[zeromq-dev] conventions in bindings

Martin Sustrik sustrik at 250bpm.com
Wed Feb 1 02:23:04 CET 2012


Hi,

> * SUB sockets default to SUBSCRIBE("") instead of None

This becomes a problem with 3.0 and subscription forwarding. The problem 
occurs when you don't want to subscribe to all messages. You open a 
socket and unsubscribe from "". However, between the two operations you 
can be overloaded by huge amount of irrelevant messages from the publisher.

> * LINGER is a property of the Context, and sets a default value for its
> sockets, which is 0 by default, instead of -1

The problem with default LINGER equal to 0 is that following program 
doesn't send any message (the socket is destroyed before connection is 
established):

    s = zmq_socket (ctx, ZMQ_PUSH);
    zmq_connect ("tcp://server0001:5555");
    zmq_send (s, "ABC", 3, 0);
    zmq_close (s);

That's an extremely unintuitive behaviour.

If default linger time of infinity is causing troubles I would rather 
suggest going for something like 1 second.

> czmq has `zctx_destroy()`, which sets LINGER, closes sockets, and
> ultimately terminates the context.  PyZMQ has *similar* behavior in
> Context.destroy(), where setting LINGER before closing is an optional
> argument, and does not happen by default.

First, let me explain why libzmq doesn't do this kind of thing.

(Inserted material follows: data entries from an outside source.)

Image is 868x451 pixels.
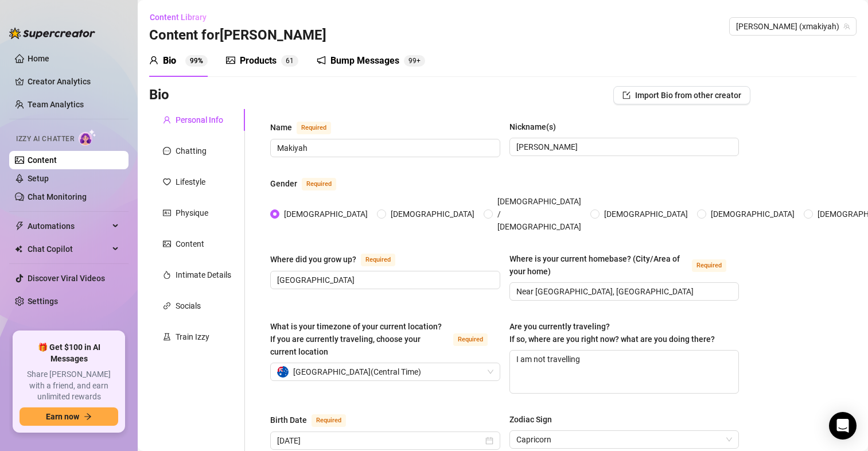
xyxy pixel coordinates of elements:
[20,407,118,425] button: Earn nowarrow-right
[517,430,733,448] span: Capricorn
[271,322,442,356] span: What is your timezone of your current location? If you are currently traveling, choose your curre...
[510,120,556,133] div: Nickname(s)
[510,252,688,278] div: Where is your current homebase? (City/Area of your home)
[302,178,337,190] span: Required
[510,350,739,392] textarea: I am not travelling
[271,176,349,190] label: Gender
[635,91,742,100] span: Import Bio from other creator
[692,259,727,272] span: Required
[317,55,326,65] span: notification
[510,322,715,344] span: Are you currently traveling? If so, where are you right now? what are you doing there?
[27,155,57,165] a: Content
[271,177,297,190] div: Gender
[27,274,105,283] a: Discover Viral Videos
[271,413,307,426] div: Birth Date
[277,435,484,447] input: Birth Date
[176,114,224,126] div: Personal Info
[20,369,118,402] span: Share [PERSON_NAME] with a friend, and earn unlimited rewards
[240,54,276,68] div: Products
[163,54,177,68] div: Bio
[280,208,372,220] span: [DEMOGRAPHIC_DATA]
[271,253,356,265] div: Where did you grow up?
[736,18,850,35] span: maki (xmakiyah)
[84,412,92,420] span: arrow-right
[517,285,730,298] input: Where is your current homebase? (City/Area of your home)
[27,217,109,235] span: Automations
[510,252,740,278] label: Where is your current homebase? (City/Area of your home)
[297,121,331,134] span: Required
[27,174,49,183] a: Setup
[600,208,692,220] span: [DEMOGRAPHIC_DATA]
[176,144,206,157] div: Chatting
[150,12,206,21] span: Content Library
[27,240,109,258] span: Chat Copilot
[163,178,171,186] span: heart
[293,363,422,380] span: [GEOGRAPHIC_DATA] ( Central Time )
[163,209,171,217] span: idcard
[277,142,491,154] input: Name
[829,411,856,439] div: Open Intercom Messenger
[176,331,210,343] div: Train Izzy
[78,129,97,146] img: AI Chatter
[176,299,200,312] div: Socials
[15,245,22,253] img: Chat Copilot
[176,176,205,188] div: Lifestyle
[281,55,299,67] sup: 61
[510,413,552,425] div: Zodiac Sign
[27,73,120,91] a: Creator Analytics
[176,269,231,281] div: Intimate Details
[614,86,751,105] button: Import Bio from other creator
[15,221,24,231] span: thunderbolt
[16,134,74,144] span: Izzy AI Chatter
[404,55,425,67] sup: 100
[176,206,208,219] div: Physique
[149,86,169,105] h3: Bio
[149,8,216,26] button: Content Library
[493,195,586,233] span: [DEMOGRAPHIC_DATA] / [DEMOGRAPHIC_DATA]
[27,100,84,109] a: Team Analytics
[149,55,158,65] span: user
[9,27,95,39] img: logo-BBDzfeDw.svg
[271,120,344,134] label: Name
[623,92,630,99] span: import
[290,57,294,65] span: 1
[331,54,399,68] div: Bump Messages
[312,414,346,426] span: Required
[163,115,171,124] span: user
[163,270,171,279] span: fire
[453,333,488,345] span: Required
[517,140,730,153] input: Nickname(s)
[271,413,359,426] label: Birth Date
[843,23,851,30] span: team
[386,208,479,220] span: [DEMOGRAPHIC_DATA]
[176,237,205,250] div: Content
[285,57,290,65] span: 6
[510,413,560,425] label: Zodiac Sign
[271,121,292,134] div: Name
[20,342,118,364] span: 🎁 Get $100 in AI Messages
[46,411,79,421] span: Earn now
[27,54,50,63] a: Home
[186,55,208,67] sup: 99%
[163,147,171,155] span: message
[271,252,408,266] label: Where did you grow up?
[361,253,395,266] span: Required
[27,192,87,201] a: Chat Monitoring
[706,208,800,220] span: [DEMOGRAPHIC_DATA]
[163,332,171,341] span: experiment
[149,26,327,45] h3: Content for [PERSON_NAME]
[27,297,58,306] a: Settings
[277,366,289,378] img: au
[163,302,171,310] span: link
[163,240,171,247] span: picture
[226,55,235,65] span: picture
[510,120,564,133] label: Nickname(s)
[277,274,491,286] input: Where did you grow up?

As can be seen from czmq this functionality can only be implemented when 
the library either assumes that sockets are never migrated between 
threads or that migration is announced to the library in an explicit 
manner (calling a function or similar).

This is not case for libzmq. For example, when using Java binding, Java 
virtual machine can choose to migrate the socket object to the gc thread 
without notifying libzmq about the fact.

Second, the lesson for individual bindings: You can implement this 
functionality only if the binding has full control of the threading, 
i.e. when you can keep the list of sockets owned by the particular 
thread and the language runtime cannot move the sockets to different 
threads thus rendering your per-thread socket lists invalid.